Essay No. 4, by A. Faderman, graduate student at CUNY:

"The myth of vacuity"

"Some say that "Pegasus, the flying horse" is a myth; I argue that Professor Quine is a myth -- or has become one!"

----

Essay No 5, by K. Walton

"Existence as metaphor?"

----

"Some say that 'Pegasus does not exist', but when you inquire further into what these people think when they say 'exist', you realise there does not exist any clear idea on the topic! 'Pegasus' is a metaphor for all things that, while horses, can still fly".


Essay No. 6, by F. Kroon:

"Negative existentials"

"Bush said that there were weapons of mass destruction -- a verifiable statement; on the other hand, to hold that there exist none of such proves -- metaphysical -- if not in retrospect!"

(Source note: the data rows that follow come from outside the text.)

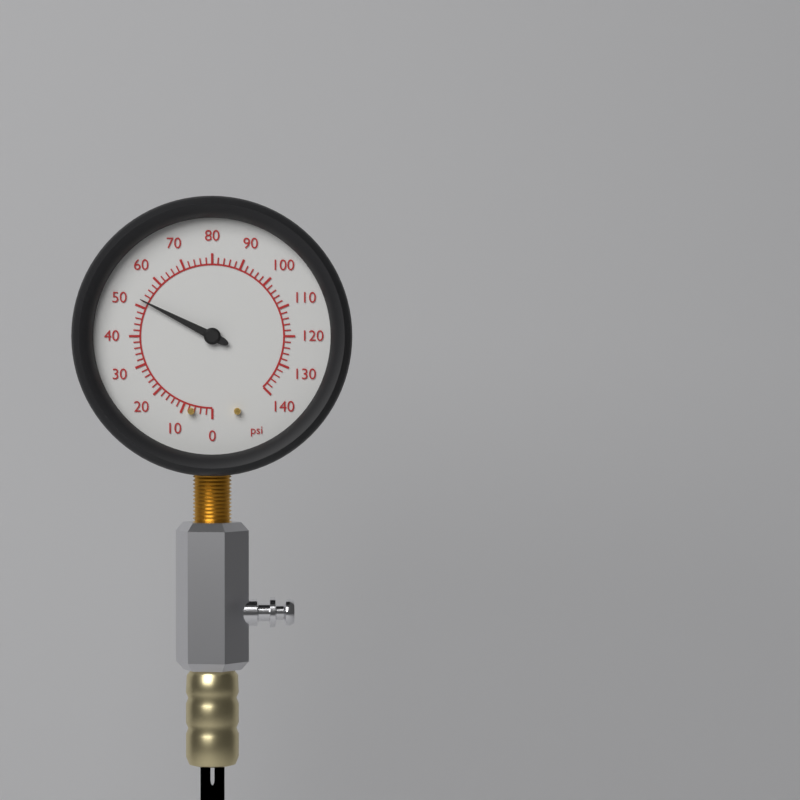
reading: 52 psi
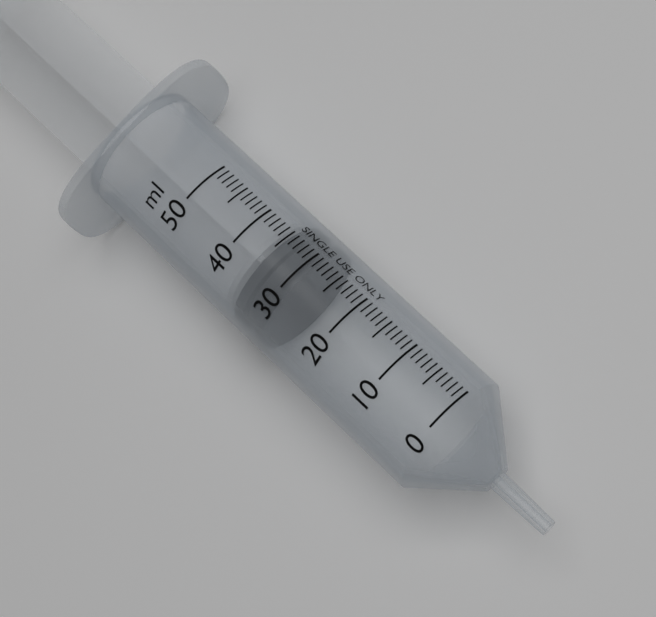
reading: 29 ml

Essay No. 7, by E. N. Zalta,

"Pretense theory and abstract object theory"


"While Pegasus may not exist -- thus rendering "Pegasus is identical with Pegasus" a tautology --, we may pretend as if it may NOT exist -- and not just pretend as if it MAY exist. While Pegasus is not abstract, your brain will become so if you keep thinking about this adorable flying non-existent horse."


Essay 8, by H. Deutsch

"Making up stories"


"Apparently, a horse could fly, even if Pegasus never did -- because he never existed, not to start this made-up story with."

Essay No. 9, by S. Friend

"Real people in unreal contexts"

"My corpus will be the screenplay for "A piece of work", with Joan Rivers".


--- Essay 10, by M. Richard:

"Semantic pretense"

---- "My focus will be Grice's seminar on 'as if', as if I had attended it!"



--- Essay 11, by P. van Inwagen:

"Quantification and fictional discourse"

"There are two types of quantifiers. I shall call them 'real quantifiers' and 'irreal quantifiers'. In fairy tales, and other variants of fictionalised narratives, the trick is to turn the 'irreal' quantifier into a real domain -- real for fun, really!"

Essay 12, T. Hofweber

"Quantification and non-existent objects"

"Pegasus is not really an 'object' -- but a horse. I will disqualify this distinction. In non-substitutional inexistential quantification, the difference is indeed inexistenting."

Essay 13 S. Yablo:

"A paradox of existence."


------"If Pegasus does not exist, how come Pegasus can't fly?".